- Brief
Each entry that appears below should be restated exactly as it is.

╭─ Material provided

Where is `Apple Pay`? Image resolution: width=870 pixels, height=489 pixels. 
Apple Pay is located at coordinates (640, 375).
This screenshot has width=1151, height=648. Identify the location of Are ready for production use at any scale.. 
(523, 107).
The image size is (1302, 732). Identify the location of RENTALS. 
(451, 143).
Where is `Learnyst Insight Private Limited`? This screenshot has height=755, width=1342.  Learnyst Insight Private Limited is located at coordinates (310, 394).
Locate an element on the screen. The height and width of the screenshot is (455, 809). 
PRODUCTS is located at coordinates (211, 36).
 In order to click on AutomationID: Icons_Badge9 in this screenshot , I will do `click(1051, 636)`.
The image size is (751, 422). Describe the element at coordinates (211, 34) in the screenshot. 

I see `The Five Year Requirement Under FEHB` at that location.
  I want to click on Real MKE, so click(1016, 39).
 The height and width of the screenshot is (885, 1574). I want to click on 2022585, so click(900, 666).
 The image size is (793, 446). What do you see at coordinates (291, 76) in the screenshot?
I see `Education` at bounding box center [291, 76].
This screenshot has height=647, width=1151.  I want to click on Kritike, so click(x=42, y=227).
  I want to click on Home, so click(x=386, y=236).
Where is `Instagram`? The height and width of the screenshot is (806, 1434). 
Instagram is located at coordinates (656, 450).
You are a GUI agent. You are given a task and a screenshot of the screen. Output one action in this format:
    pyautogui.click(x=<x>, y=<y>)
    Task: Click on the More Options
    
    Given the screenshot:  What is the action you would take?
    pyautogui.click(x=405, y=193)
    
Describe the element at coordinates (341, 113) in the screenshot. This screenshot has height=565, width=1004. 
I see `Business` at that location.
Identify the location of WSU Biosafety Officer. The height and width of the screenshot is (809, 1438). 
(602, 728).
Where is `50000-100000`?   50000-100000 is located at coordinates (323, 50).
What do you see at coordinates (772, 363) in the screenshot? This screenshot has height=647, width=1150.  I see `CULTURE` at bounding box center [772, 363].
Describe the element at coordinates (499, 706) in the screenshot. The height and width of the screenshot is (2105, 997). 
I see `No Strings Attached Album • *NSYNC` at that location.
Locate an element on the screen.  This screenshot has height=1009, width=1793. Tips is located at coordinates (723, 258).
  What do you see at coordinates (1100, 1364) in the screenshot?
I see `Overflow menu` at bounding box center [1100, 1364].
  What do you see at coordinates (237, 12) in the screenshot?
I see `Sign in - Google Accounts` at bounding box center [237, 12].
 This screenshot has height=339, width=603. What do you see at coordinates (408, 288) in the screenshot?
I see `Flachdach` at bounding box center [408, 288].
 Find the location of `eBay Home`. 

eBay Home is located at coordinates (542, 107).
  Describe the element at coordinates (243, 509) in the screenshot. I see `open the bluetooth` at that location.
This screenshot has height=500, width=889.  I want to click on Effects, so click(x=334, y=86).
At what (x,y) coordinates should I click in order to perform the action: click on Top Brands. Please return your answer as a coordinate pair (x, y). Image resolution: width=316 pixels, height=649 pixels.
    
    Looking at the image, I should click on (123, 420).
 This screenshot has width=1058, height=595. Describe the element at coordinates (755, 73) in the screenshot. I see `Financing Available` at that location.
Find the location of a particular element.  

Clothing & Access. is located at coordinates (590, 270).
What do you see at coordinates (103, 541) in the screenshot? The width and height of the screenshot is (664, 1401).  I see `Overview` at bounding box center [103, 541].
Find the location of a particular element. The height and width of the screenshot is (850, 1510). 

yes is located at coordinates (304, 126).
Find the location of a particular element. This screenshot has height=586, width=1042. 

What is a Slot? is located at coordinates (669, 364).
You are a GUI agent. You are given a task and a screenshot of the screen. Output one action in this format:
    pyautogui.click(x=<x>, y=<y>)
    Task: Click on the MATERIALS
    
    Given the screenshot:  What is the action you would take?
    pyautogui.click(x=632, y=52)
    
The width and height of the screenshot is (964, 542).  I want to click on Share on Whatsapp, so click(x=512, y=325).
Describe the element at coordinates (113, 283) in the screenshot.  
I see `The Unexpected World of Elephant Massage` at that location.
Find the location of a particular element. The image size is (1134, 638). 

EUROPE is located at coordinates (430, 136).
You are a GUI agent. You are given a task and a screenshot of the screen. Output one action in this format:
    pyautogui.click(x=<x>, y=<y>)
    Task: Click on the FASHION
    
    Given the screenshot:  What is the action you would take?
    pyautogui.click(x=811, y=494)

╰─

- Result of this task
Where is `Apple Pay`? Image resolution: width=870 pixels, height=489 pixels. 
Apple Pay is located at coordinates (640, 375).
This screenshot has width=1151, height=648. Identify the location of Are ready for production use at any scale.. 
(523, 107).
The image size is (1302, 732). Identify the location of RENTALS. 
(451, 143).
Where is `Learnyst Insight Private Limited`? This screenshot has height=755, width=1342.  Learnyst Insight Private Limited is located at coordinates (310, 394).
Locate an element on the screen. The height and width of the screenshot is (455, 809). 
PRODUCTS is located at coordinates (211, 36).
 In order to click on AutomationID: Icons_Badge9 in this screenshot , I will do `click(1051, 636)`.
The image size is (751, 422). Describe the element at coordinates (211, 34) in the screenshot. 

I see `The Five Year Requirement Under FEHB` at that location.
  I want to click on Real MKE, so click(1016, 39).
 The height and width of the screenshot is (885, 1574). I want to click on 2022585, so click(900, 666).
 The image size is (793, 446). What do you see at coordinates (291, 76) in the screenshot?
I see `Education` at bounding box center [291, 76].
This screenshot has height=647, width=1151.  I want to click on Kritike, so click(x=42, y=227).
  I want to click on Home, so click(x=386, y=236).
Where is `Instagram`? The height and width of the screenshot is (806, 1434). 
Instagram is located at coordinates (656, 450).
You are a GUI agent. You are given a task and a screenshot of the screen. Output one action in this format:
    pyautogui.click(x=<x>, y=<y>)
    Task: Click on the More Options
    
    Given the screenshot:  What is the action you would take?
    pyautogui.click(x=405, y=193)
    
Describe the element at coordinates (341, 113) in the screenshot. This screenshot has height=565, width=1004. 
I see `Business` at that location.
Identify the location of WSU Biosafety Officer. The height and width of the screenshot is (809, 1438). 
(602, 728).
Where is `50000-100000`?   50000-100000 is located at coordinates (323, 50).
What do you see at coordinates (772, 363) in the screenshot? This screenshot has height=647, width=1150.  I see `CULTURE` at bounding box center [772, 363].
Describe the element at coordinates (499, 706) in the screenshot. The height and width of the screenshot is (2105, 997). 
I see `No Strings Attached Album • *NSYNC` at that location.
Locate an element on the screen.  This screenshot has height=1009, width=1793. Tips is located at coordinates (723, 258).
  What do you see at coordinates (1100, 1364) in the screenshot?
I see `Overflow menu` at bounding box center [1100, 1364].
  What do you see at coordinates (237, 12) in the screenshot?
I see `Sign in - Google Accounts` at bounding box center [237, 12].
 This screenshot has height=339, width=603. What do you see at coordinates (408, 288) in the screenshot?
I see `Flachdach` at bounding box center [408, 288].
 Find the location of `eBay Home`. 

eBay Home is located at coordinates (542, 107).
  Describe the element at coordinates (243, 509) in the screenshot. I see `open the bluetooth` at that location.
This screenshot has height=500, width=889.  I want to click on Effects, so click(x=334, y=86).
At what (x,y) coordinates should I click in order to perform the action: click on Top Brands. Please return your answer as a coordinate pair (x, y). Image resolution: width=316 pixels, height=649 pixels.
    
    Looking at the image, I should click on (123, 420).
 This screenshot has width=1058, height=595. Describe the element at coordinates (755, 73) in the screenshot. I see `Financing Available` at that location.
Find the location of a particular element.  

Clothing & Access. is located at coordinates (590, 270).
What do you see at coordinates (103, 541) in the screenshot? The width and height of the screenshot is (664, 1401).  I see `Overview` at bounding box center [103, 541].
Find the location of a particular element. The height and width of the screenshot is (850, 1510). 

yes is located at coordinates (304, 126).
Find the location of a particular element. This screenshot has height=586, width=1042. 

What is a Slot? is located at coordinates (669, 364).
You are a GUI agent. You are given a task and a screenshot of the screen. Output one action in this format:
    pyautogui.click(x=<x>, y=<y>)
    Task: Click on the MATERIALS
    
    Given the screenshot:  What is the action you would take?
    pyautogui.click(x=632, y=52)
    
The width and height of the screenshot is (964, 542).  I want to click on Share on Whatsapp, so click(x=512, y=325).
Describe the element at coordinates (113, 283) in the screenshot.  
I see `The Unexpected World of Elephant Massage` at that location.
Find the location of a particular element. The image size is (1134, 638). 

EUROPE is located at coordinates (430, 136).
You are a GUI agent. You are given a task and a screenshot of the screen. Output one action in this format:
    pyautogui.click(x=<x>, y=<y>)
    Task: Click on the FASHION
    
    Given the screenshot:  What is the action you would take?
    pyautogui.click(x=811, y=494)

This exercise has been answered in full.